Geoffrey Quentin McCaully Hubbard, was the son of Scientology founder L. Ron Hubbard and his third wife, Mary Sue Hubbard. He died at the age of 22 in an apparent suicide.
The Commodore's Messenger Organization (CMO) is a management unit within the Sea Org, the unincorporated paramilitary wing of the Church of Scientology. CMO oversees the various other Church of Scientology organizations.
The Church of Scientology publicly classifies itself as a religion, but scholars and other observers regard it as a business, because the organization operates more like a for-profit business than a religious institution. Some scholars of sociology working in religious studies consider it a new religious movement. Overall, as stated by Stephen A. Kent, Scientology can be seen as a "multi-faceted transnational corporation that has religion as only one of its many components. Other components include political aspirations, business ventures, cultural productions, pseudo-medical practices, pseudo-psychiatric claims, and, an alternative family structure."
Outrageous Betrayal: The Dark Journey of Werner Erhard from est to Exile is a non-fiction book written by freelance journalist Steven Pressman and first published in 1993 by St. Martin's Press. The book gives an account of Werner Erhard's early life as Jack Rosenberg, his exploration of various forms of self-help techniques, and his foundation of Erhard Seminars Training "est" and later of Werner Erhard and Associates and of the est successor course, "The Forum". Pressman details the rapid financial success Erhard had with these companies, as well as controversies relating to litigation involving former participants in his courses. The work concludes by going over the impact of a March 3, 1991 60 Minutes broadcast on CBS where members of Erhard's family made allegations against him, and Erhard's decision to leave the United States.
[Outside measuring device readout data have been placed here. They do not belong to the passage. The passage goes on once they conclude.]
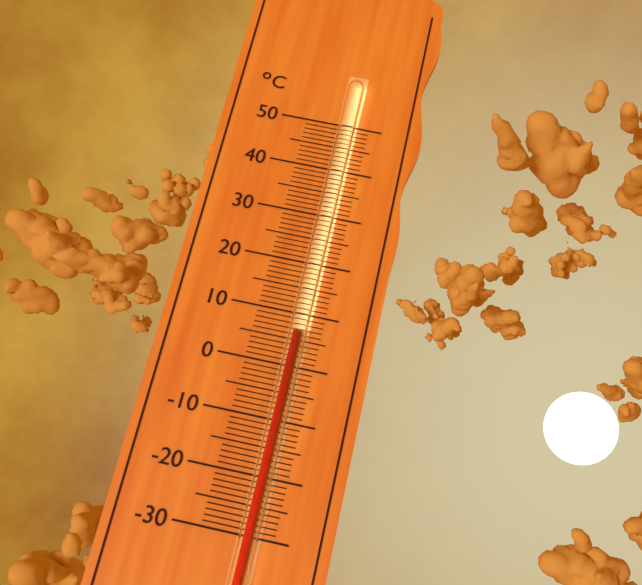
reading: 6 °C
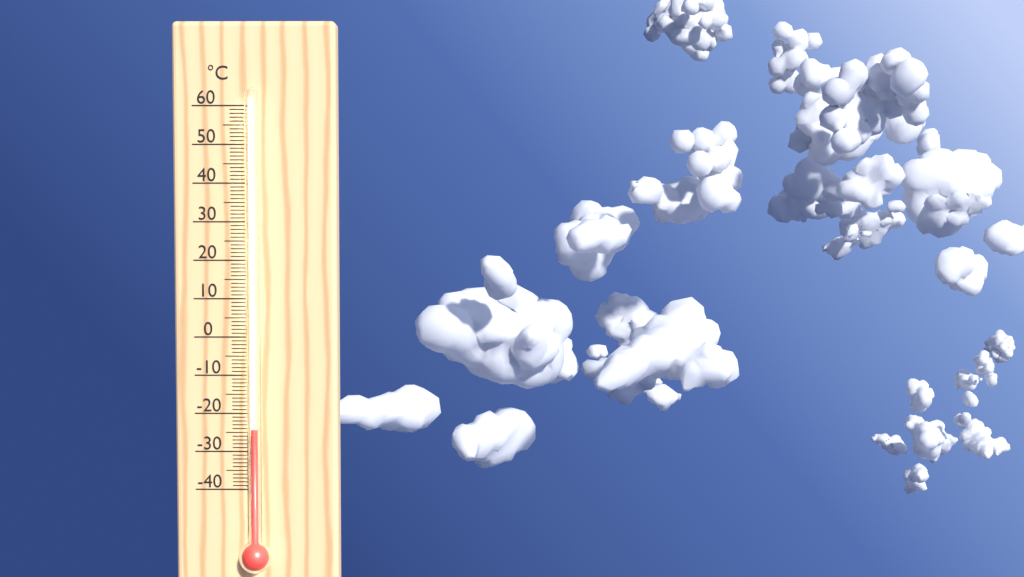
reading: -24 °C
Hubbard College of Administration International is a school that teaches the administration methods developed by L. Ron Hubbard for the Church of Scientology. The headquarters for the school is located at 320 North Vermont Avenue, Los Angeles, California 90004. The school began operations in 1990 and its current headquarters were established in 2001. It is a 501(c)(3) public charity, and as a religious organization does not file an annual return, however it states itself to be a "secular educational institution".
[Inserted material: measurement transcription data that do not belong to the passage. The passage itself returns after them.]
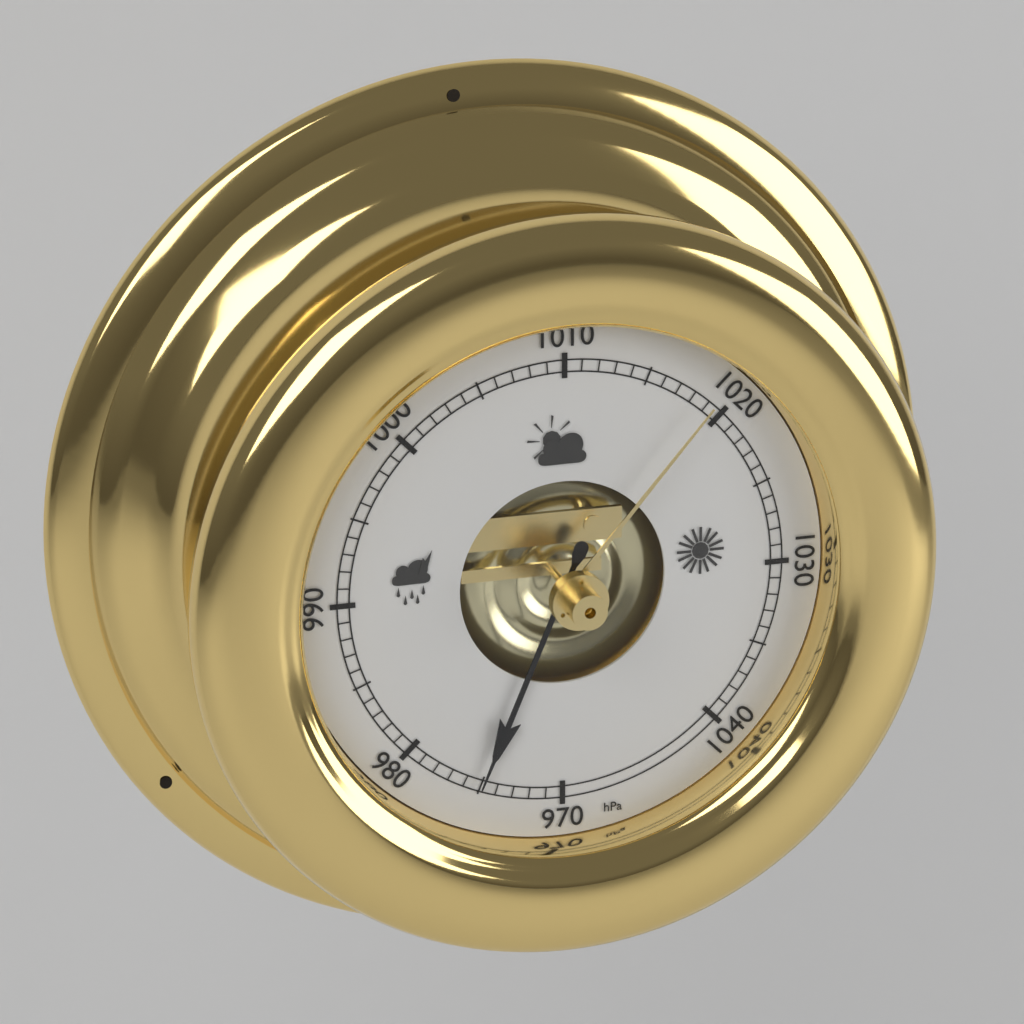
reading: 975 hPa
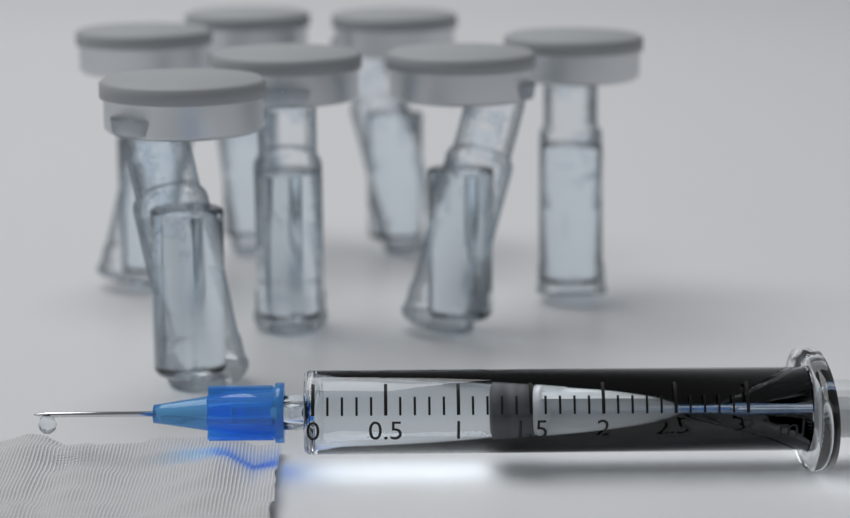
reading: 1.2 ml
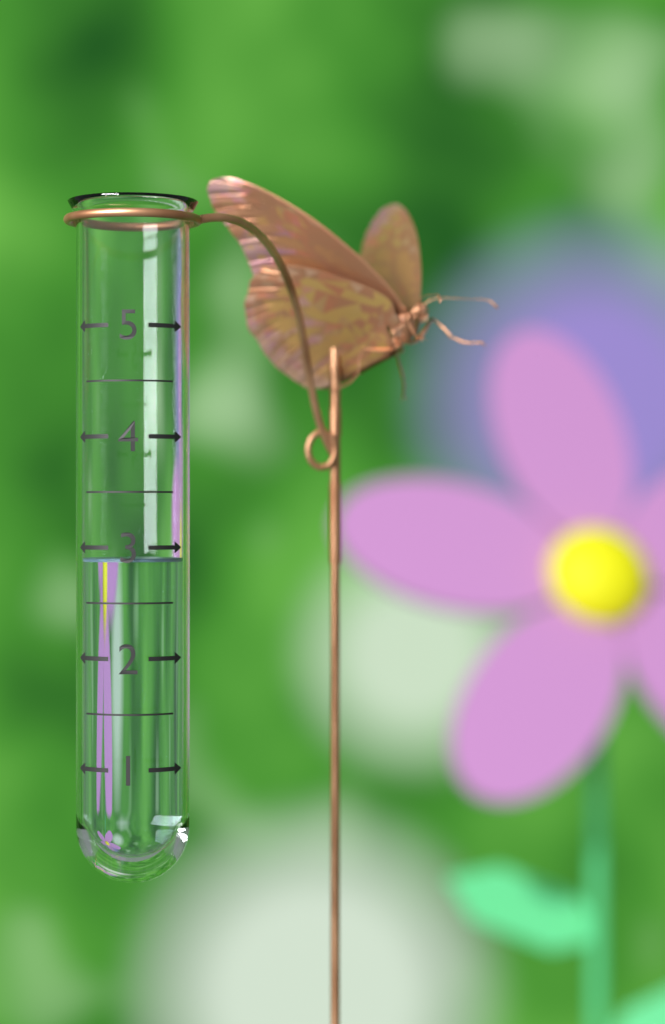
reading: 2.9 (no unit)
The military career of L. Ron Hubbard saw the future founder of Scientology serving in the United States Armed Forces as a member of the Marine Corps Reserve and, between 1941 and 1950, the Navy Reserve. He saw active service between 1941 and 1945, during World War II, as a naval lieutenant and later as a lieutenant. After the war he was mustered out of active service and resigned his commission in 1950.
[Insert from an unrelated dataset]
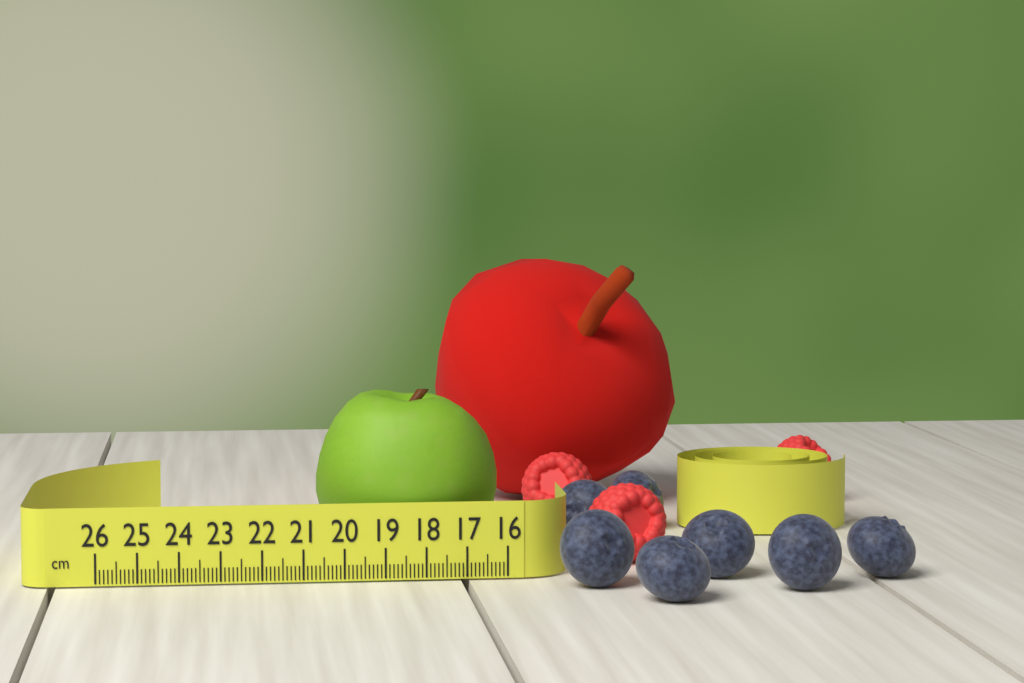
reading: 20.6 cm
Scientology Missions International (SMI) is a Californian 501(c)(3) non-profit corporation, which is located in Los Angeles, California. SMI is part of the Church of Scientology network.
A self religion is a religious or self-improvement group which has as one of its primary aims the improvement of the self. The term "self religion" was coined by Paul Heelas and other scholars of religion have adopted/adapted the description. King's College London scholar Peter Bernard Clarke builds on Heelas's concept of self religion to describe the class of "Religions of the True Self".
The Church of Scientology network operates as a multinational conglomerate of companies with personnel, executives, organizational charts, chains of command, policies and orders.
Religious Technology Center is the most powerful executive organization within the Scientology empire, and its current chairman, David Miscavige, is widely recognized as the effective head of the church.
The Church of Scientology International (CSI) is a California 501(c)(3) non-profit corporation. Within the worldwide network of Scientology corporations and entities, CSI is officially referred to as the "mother church" of the Church of Scientology.